This week, the Los Angeles Times promoted assistant managing editor David Lauter to the title of Washington Bureau Chief of all eight Tribune newspapers -- not just the Times, but the Chicago Tribune. They announced "He will play a key role in our coverage of the 2012 presidential campaign, for which he is especially well qualified, having run The Times’ coverage of the 1996 campaign. Among David’s responsibilities will be to establish a sharp upward trajectory for our new political blog, Politics Now, helmed by Jim Oliphant and Mike Memoli."
Lauter's previous turn as a political reporter in Washington was marked by other liberal journalists as very sympathetic to Bill Clinton. As Jacob Weisberg wrote in 1993 (here's a time-machine paragraph):
In the September issue of Vanity Fair, New Republic writer Jacob Weisberg turned the tables on the White House press corps when he got a chance to look behind the scenes. Weisberg found a few young corps members who believe in Clinton and "form a tight subculture within the White House press corps." Members include: Mark Halperin of ABC, Matthew Cooper of U.S. News & World Report, David Lauter of the Los Angeles Times, Jeffrey Birnbaum of The Wall Street Journal, Ruth Marcus of The Washington Post, and Adam Nagourney of USA Today. "Politically, they're all liberal and, despite the emotional wounds of the campaign, far more sympathetic to Clinton than the press corps as a whole."
The liberal tilt is still there. In a recent alumni interview with the Yale Daily News , Lauter was asked what one question he would ask President Obama: "A good politician almost always has an answer for one question. But if I could ask just one, it would be whether he now thinks he made a mistake by not asking for a bigger stimulus package his first year."
On October 16, 1995, Washington Post media reporter Howard Kurtz noted Lauter's sympathy for Bill Clinton was demonstrated early, helping Clinton establish a reputation for sensitivity toward women (believe it or not) by spreading a carefully circumscribed story about his defense of his mother against his stepfather:
In the first days of 1992, Clinton was barely known to most Americans. But the Arkansas governor was generating a favorable buzz in the incestuous community of political writers and party insiders. Joe Klein, then with New York magazine, was the first to trumpet this with a cover story whose headline posed the question that all profiles seek to answer: "Who Is This Guy?"
Part of the response was contained in a moving anecdote involving young Billy Clinton and his stepfather, Roger, a violent drunk who often beat his wife. "I just broke down the door of their room one night when they were having an encounter and told him that I was bigger than him now, and there would never be any more of this while I was there," the candidate recalled.
Klein says he first heard the story from Clinton's mother, Virginia Kelley, and then asked the governor about it. "He said, 'You know, I've never talked about this before, but you've been fair to me so I'll do it.' It seemed a little bit stagey. But if it was planned on their part, it was done extremely subtly."
During the same period, Clinton and his mother were telling the same tale to David Lauter of the Los Angeles Times. Lauter did not underplay its significance.
"Thirty-two years later," his story began, "Virginia Kelley still remembers the scene 'as clear as day' . . . She watched as her son, still a boy but a head taller than his stepfather, walked over to the older man's chair . . . 'I don't know what I will do if you ever strike my mother again,' he said. 'I would advise you never to strike her again' . . .
"The bringing of peace to his mother's home was a shaping event for Bill Clinton, one that set a course for his life and his life's work . . ."
But it was not quite as simple as that. A couple of weeks later, David Maraniss of The Post reported on young Clinton's testimony in his mother and stepfather's divorce proceedings, which made Clinton sound considerably less heroic. "The last occasion in which I went to my mother's aid, he threatened to mash my face in if I took her part," the teenager testified. Clinton told Maraniss he had "blocked out" memories of this testimony.
In his recently published biography of Clinton, Maraniss unearthed new evidence that Roger Clinton continued to physically abuse and threaten his wife in the months after the much-touted confrontation with his stepson. The uplifting anecdote, so perfect for profile writers, was incomplete.
Still, the theme for the '92 campaign had been set.
Let's hope that doesn't underline what kind of coverage Lauter will be offering President Obama moving forward. Readers deserve better.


■ What is required ■
Word for word, copy out the entries below, but not the pictures in them.

■ Records from a collection of figures ■

= = = = = = =

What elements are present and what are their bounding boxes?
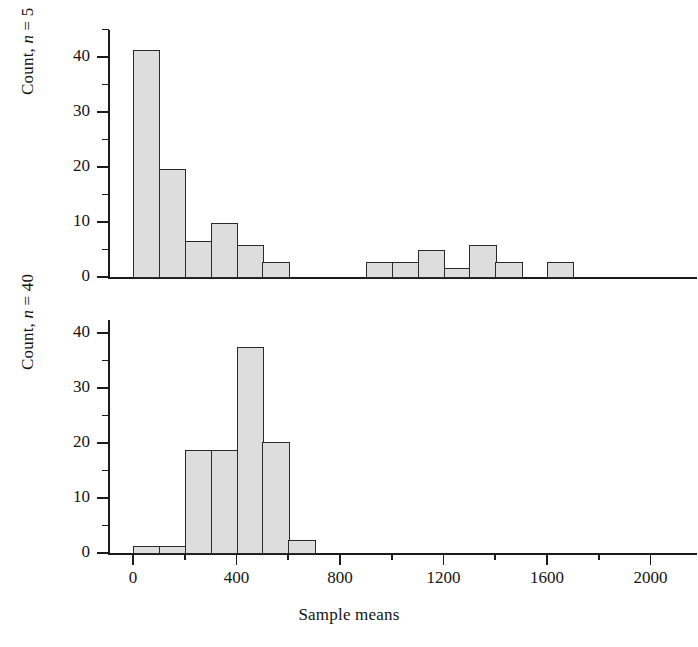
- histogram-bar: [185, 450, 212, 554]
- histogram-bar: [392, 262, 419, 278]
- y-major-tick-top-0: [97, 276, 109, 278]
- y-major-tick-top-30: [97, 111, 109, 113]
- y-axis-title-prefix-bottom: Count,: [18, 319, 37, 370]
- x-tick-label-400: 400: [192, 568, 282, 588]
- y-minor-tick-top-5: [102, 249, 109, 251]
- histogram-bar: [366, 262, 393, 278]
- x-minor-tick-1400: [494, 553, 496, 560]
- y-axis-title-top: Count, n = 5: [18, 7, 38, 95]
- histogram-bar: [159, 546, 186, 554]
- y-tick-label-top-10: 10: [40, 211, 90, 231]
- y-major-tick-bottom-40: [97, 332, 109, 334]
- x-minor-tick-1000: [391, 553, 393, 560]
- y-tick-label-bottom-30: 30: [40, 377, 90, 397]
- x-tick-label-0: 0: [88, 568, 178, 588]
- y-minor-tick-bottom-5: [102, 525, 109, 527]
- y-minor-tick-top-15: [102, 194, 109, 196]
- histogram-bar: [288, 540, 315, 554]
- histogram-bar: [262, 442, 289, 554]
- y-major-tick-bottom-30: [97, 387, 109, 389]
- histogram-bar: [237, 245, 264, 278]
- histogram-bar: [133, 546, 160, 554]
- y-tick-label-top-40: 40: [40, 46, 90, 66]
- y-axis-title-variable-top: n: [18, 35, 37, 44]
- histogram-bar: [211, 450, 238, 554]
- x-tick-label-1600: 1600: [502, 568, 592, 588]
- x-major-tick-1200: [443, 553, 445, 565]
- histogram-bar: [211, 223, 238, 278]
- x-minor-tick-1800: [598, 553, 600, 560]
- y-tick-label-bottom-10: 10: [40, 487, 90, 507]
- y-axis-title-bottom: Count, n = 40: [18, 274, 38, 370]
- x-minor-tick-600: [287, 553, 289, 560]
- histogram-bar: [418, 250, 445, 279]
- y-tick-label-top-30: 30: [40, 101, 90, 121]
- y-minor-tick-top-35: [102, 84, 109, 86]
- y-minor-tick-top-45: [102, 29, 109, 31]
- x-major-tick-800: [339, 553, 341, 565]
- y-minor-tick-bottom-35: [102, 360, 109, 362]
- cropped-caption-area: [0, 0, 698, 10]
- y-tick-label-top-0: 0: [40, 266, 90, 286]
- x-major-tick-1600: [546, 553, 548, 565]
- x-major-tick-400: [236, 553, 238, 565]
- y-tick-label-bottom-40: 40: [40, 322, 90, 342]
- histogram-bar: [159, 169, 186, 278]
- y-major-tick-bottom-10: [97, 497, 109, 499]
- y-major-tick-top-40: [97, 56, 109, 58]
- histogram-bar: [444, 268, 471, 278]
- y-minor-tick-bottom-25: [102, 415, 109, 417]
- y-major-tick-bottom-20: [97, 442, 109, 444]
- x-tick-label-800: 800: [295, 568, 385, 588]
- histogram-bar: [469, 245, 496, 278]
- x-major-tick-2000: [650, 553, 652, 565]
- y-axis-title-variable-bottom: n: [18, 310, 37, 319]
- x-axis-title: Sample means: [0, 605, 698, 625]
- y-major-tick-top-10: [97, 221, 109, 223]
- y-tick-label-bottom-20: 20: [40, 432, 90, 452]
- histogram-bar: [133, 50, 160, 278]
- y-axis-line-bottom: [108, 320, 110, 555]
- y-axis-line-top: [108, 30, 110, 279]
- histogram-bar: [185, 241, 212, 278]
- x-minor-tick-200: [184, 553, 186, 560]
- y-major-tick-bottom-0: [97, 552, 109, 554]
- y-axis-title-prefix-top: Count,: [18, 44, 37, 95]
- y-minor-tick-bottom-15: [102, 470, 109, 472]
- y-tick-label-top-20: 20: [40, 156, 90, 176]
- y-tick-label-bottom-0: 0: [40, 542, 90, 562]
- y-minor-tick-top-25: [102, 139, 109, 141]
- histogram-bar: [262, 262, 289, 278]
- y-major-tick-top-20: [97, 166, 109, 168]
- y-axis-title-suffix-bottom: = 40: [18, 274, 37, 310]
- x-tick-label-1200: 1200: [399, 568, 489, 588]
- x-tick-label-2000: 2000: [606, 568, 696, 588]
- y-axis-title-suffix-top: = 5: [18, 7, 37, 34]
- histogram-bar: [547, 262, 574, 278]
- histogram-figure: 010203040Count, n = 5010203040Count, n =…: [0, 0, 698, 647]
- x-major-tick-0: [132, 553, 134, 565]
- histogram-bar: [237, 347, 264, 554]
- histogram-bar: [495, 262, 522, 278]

= = = = = = =

■ Response for this exercise ■
What elements are present and what are their bounding boxes?
- histogram-bar: [185, 450, 212, 554]
- histogram-bar: [392, 262, 419, 278]
- y-major-tick-top-0: [97, 276, 109, 278]
- y-major-tick-top-30: [97, 111, 109, 113]
- y-axis-title-prefix-bottom: Count,: [18, 319, 37, 370]
- x-tick-label-400: 400: [192, 568, 282, 588]
- y-minor-tick-top-5: [102, 249, 109, 251]
- histogram-bar: [366, 262, 393, 278]
- x-minor-tick-1400: [494, 553, 496, 560]
- y-axis-title-top: Count, n = 5: [18, 7, 38, 95]
- histogram-bar: [159, 546, 186, 554]
- y-tick-label-top-10: 10: [40, 211, 90, 231]
- y-major-tick-bottom-40: [97, 332, 109, 334]
- x-minor-tick-1000: [391, 553, 393, 560]
- y-tick-label-bottom-30: 30: [40, 377, 90, 397]
- x-tick-label-0: 0: [88, 568, 178, 588]
- y-minor-tick-bottom-5: [102, 525, 109, 527]
- y-minor-tick-top-15: [102, 194, 109, 196]
- histogram-bar: [288, 540, 315, 554]
- histogram-bar: [262, 442, 289, 554]
- y-major-tick-bottom-30: [97, 387, 109, 389]
- histogram-bar: [237, 245, 264, 278]
- histogram-bar: [133, 546, 160, 554]
- y-tick-label-top-40: 40: [40, 46, 90, 66]
- y-axis-title-variable-top: n: [18, 35, 37, 44]
- histogram-bar: [211, 450, 238, 554]
- x-tick-label-1600: 1600: [502, 568, 592, 588]
- x-major-tick-1200: [443, 553, 445, 565]
- histogram-bar: [211, 223, 238, 278]
- x-minor-tick-1800: [598, 553, 600, 560]
- y-tick-label-bottom-10: 10: [40, 487, 90, 507]
- y-axis-title-bottom: Count, n = 40: [18, 274, 38, 370]
- x-minor-tick-600: [287, 553, 289, 560]
- histogram-bar: [418, 250, 445, 279]
- y-tick-label-top-30: 30: [40, 101, 90, 121]
- y-minor-tick-top-35: [102, 84, 109, 86]
- y-minor-tick-top-45: [102, 29, 109, 31]
- x-major-tick-800: [339, 553, 341, 565]
- y-minor-tick-bottom-35: [102, 360, 109, 362]
- cropped-caption-area: [0, 0, 698, 10]
- y-tick-label-top-0: 0: [40, 266, 90, 286]
- x-major-tick-1600: [546, 553, 548, 565]
- x-major-tick-400: [236, 553, 238, 565]
- y-tick-label-bottom-40: 40: [40, 322, 90, 342]
- histogram-bar: [159, 169, 186, 278]
- y-major-tick-bottom-10: [97, 497, 109, 499]
- y-major-tick-top-40: [97, 56, 109, 58]
- histogram-bar: [444, 268, 471, 278]
- y-minor-tick-bottom-25: [102, 415, 109, 417]
- y-major-tick-bottom-20: [97, 442, 109, 444]
- x-tick-label-800: 800: [295, 568, 385, 588]
- histogram-bar: [469, 245, 496, 278]
- x-major-tick-2000: [650, 553, 652, 565]
- y-axis-title-variable-bottom: n: [18, 310, 37, 319]
- x-axis-title: Sample means: [0, 605, 698, 625]
- y-major-tick-top-10: [97, 221, 109, 223]
- y-tick-label-bottom-20: 20: [40, 432, 90, 452]
- histogram-bar: [133, 50, 160, 278]
- y-axis-line-bottom: [108, 320, 110, 555]
- y-axis-line-top: [108, 30, 110, 279]
- histogram-bar: [185, 241, 212, 278]
- x-minor-tick-200: [184, 553, 186, 560]
- y-major-tick-bottom-0: [97, 552, 109, 554]
- y-axis-title-prefix-top: Count,: [18, 44, 37, 95]
- y-minor-tick-bottom-15: [102, 470, 109, 472]
- y-tick-label-top-20: 20: [40, 156, 90, 176]
- y-tick-label-bottom-0: 0: [40, 542, 90, 562]
- y-minor-tick-top-25: [102, 139, 109, 141]
- histogram-bar: [262, 262, 289, 278]
- y-major-tick-top-20: [97, 166, 109, 168]
- y-axis-title-suffix-bottom: = 40: [18, 274, 37, 310]
- x-tick-label-1200: 1200: [399, 568, 489, 588]
- x-tick-label-2000: 2000: [606, 568, 696, 588]
- y-axis-title-suffix-top: = 5: [18, 7, 37, 34]
- histogram-bar: [547, 262, 574, 278]
- histogram-figure: 010203040Count, n = 5010203040Count, n =…: [0, 0, 698, 647]
- x-major-tick-0: [132, 553, 134, 565]
- histogram-bar: [237, 347, 264, 554]
- histogram-bar: [495, 262, 522, 278]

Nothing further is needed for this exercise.